Bangladeshi migrant wins Singapore poetry contest

Every day, as Bangladeshi supervisor Bikas Nath scrambles in and out of vessel holds at the shipyard where he works, all he sees around him is sweat and grime.

But in his mind's eye, the 22-year- old glimpses the vistas of his homeland: dust storms, bright mustard flowers, the heady scent of jackfruit in the air.

Late at night in his dormitory, he stays up trying to put his memories and misery down on paper. "My life, my youth are held hostage," he writes in Bengali. "And yet I long to love."

His words found voice at last on Sunday, when his poem Keno Probashi? (Why Migrant?) won the first prize at the Migrant Worker Poetry Competition.

The annual contest began in 2014 as a showcase of the literary talents of 28 Bangladeshi and Indian migrant workers. It later expanded to include other groups such as maids.

Due to an increasing audience, it was moved from a room in the National Library to the National Gallery Singapore auditorium, which was filled with close to 200 people on Sunday.

The contest is organised by a group of volunteers.

Local advocacy groups, such as the Humanitarian Organization for Migration Economics, Transient Workers Count Too and Aidha, help to publicise it to workers.

Bikas' $500 award, as well as the $300 and $200 prizes for second and third places, were sponsored by the United States Embassy, while the National Gallery Singapore provided the venue for free.

This year, the contest received 70 entries in seven languages, including Tamil, Chinese and Visayan, of which 17 were shortlisted to be recited on Sunday.

The poets spoke of love, longing and loneliness. Many were choked with emotion as they read.

Indonesian maid Nur Hidayati, 35, could not hold back her tears as she read a poem for her four-year- old son, whom she left at home five months ago to work in Singapore.

"I had to leave him behind," she said. "If not, how can I make a better life for him?"

For others, the contest was a chance to express the unsaid.

Engineer Luo Lai Quan from China, who has been in Singapore for a year, confessed his homesickness in a poem about his mother.

"This is not something I've actually told her," said the 32-year-old in Mandarin. "On the phone, we talk about simple things, like her health.
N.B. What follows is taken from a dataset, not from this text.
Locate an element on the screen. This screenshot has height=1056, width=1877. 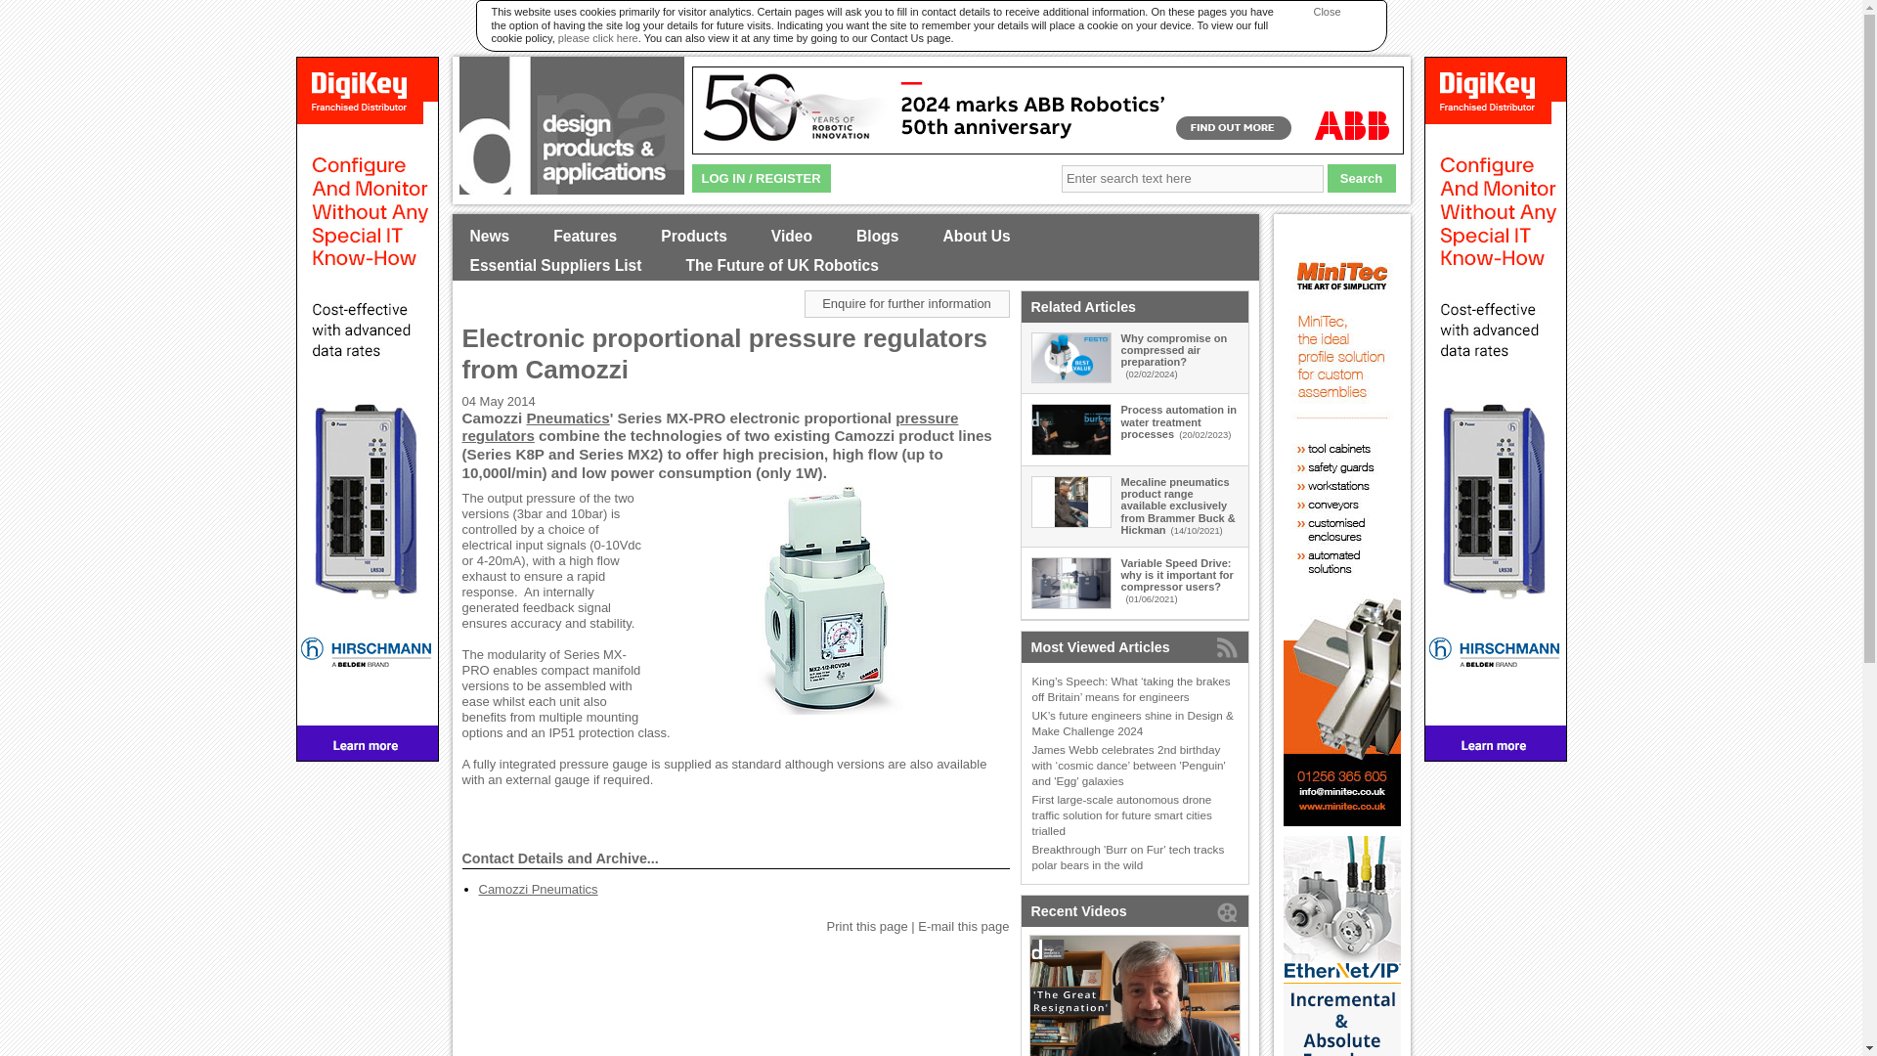
News is located at coordinates (489, 237).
I don't want her to worry."

Contest organising committee member Shivaji Das, 38, said it plans to work harder next year on reaching out to groups such as migrants from Myanmar and foreign sex workers, who, due to the limitations of their work passes, stay in Singapore for only a few months.

The committee is also working with volunteers in other countries to start similar migrant poetry contests. A Malaysian version has been running for two years now, while an Abu Dhabi edition is slated to start next year.

Poet Alvin Pang, who judged this year's entries along with playwright Haresh Sharma and last year's Golden Point Award Chinese poetry winner Chen Yu Yan, was heartened at the bigger venue and bigger response.

Pang, 44, said: "I'm glad to see more and more people aren't taking these workers for granted, but understand they come from cultures and traditions that are deeper and more artistic than our own."

He added that he was happy to see women made up two-thirds of the entrants. "So many of us have domestic helpers, but don't imagine they have an intellectual life. This blows that wide open."

Indonesian maid Susilowati, another finalist, scribbles fragments of poetry on the backs of supermarket receipts in her scant free time.

"Most of the time, I just throw them into the dustbin," said the 26- year-old, who learnt of the contest through Aidha this year.

"Until now, I didn't know there was a poetry competition for people like me."